Session 148 — Doenjang Jjigae: The Everyday Soup
← Block 31–32: Korean Cuisine Overview
Skill: Doenjang jjigae (fermented soybean paste soup) is to Korea what miso soup is to Japan — but deeper, more pungent, more complex. It's an everyday soup that uses doenjang as the primary seasoning, with vegetables, tofu, and sometimes meat or seafood. The key technique: the paste goes in early (not last) so it can bloom in fat and stock.
- Read first: Maangchi — Doenjang Jjigae — this is the definitive home version
- Technique key: Sauté the doenjang briefly in a tiny bit of oil before adding the anchovy stock.

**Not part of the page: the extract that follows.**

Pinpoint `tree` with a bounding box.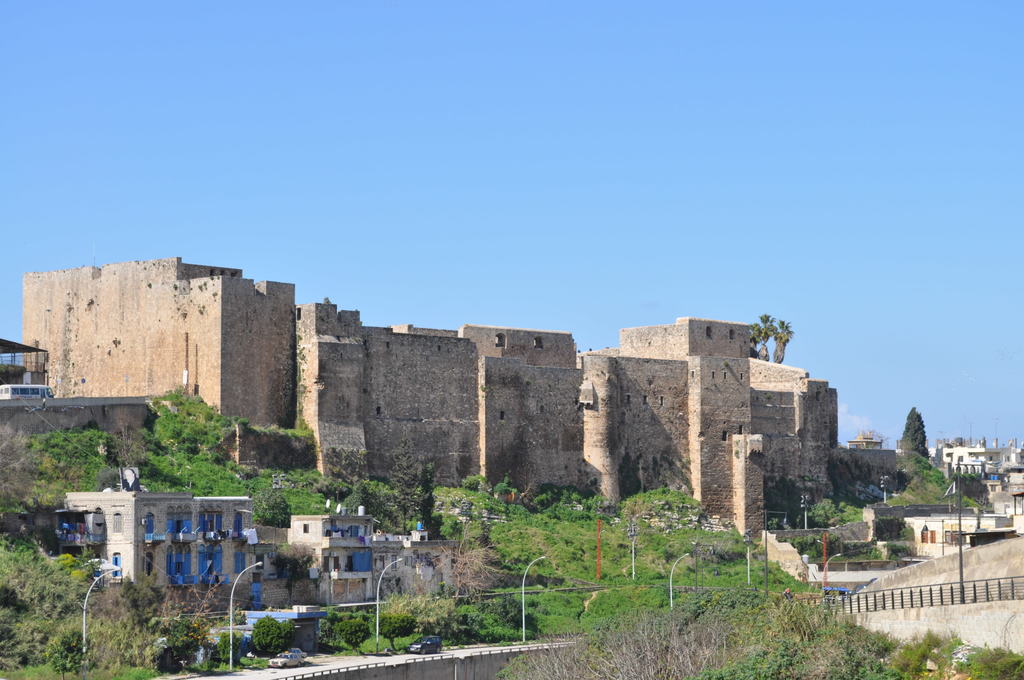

This blooms the fermented paste, softening its raw funkiness. The tofu goes in last — it only needs 5 minutes. Over-cooking tofu in soups makes it rubbery.
Full Meal: Doenjang Jjigae + steamed short grain rice + any remaining kimchi + banchan (any small vegetable side — spinach blanched with sesame oil and garlic, or cucumber in gochugaru)
🎥 Compare Notes: Doenjang Jjigae — Korean Fermented Soybean Paste Stew — Watch when the paste goes in and how the stock is built from anchovies and kombu. The base stock technique is foundational Korean cooking.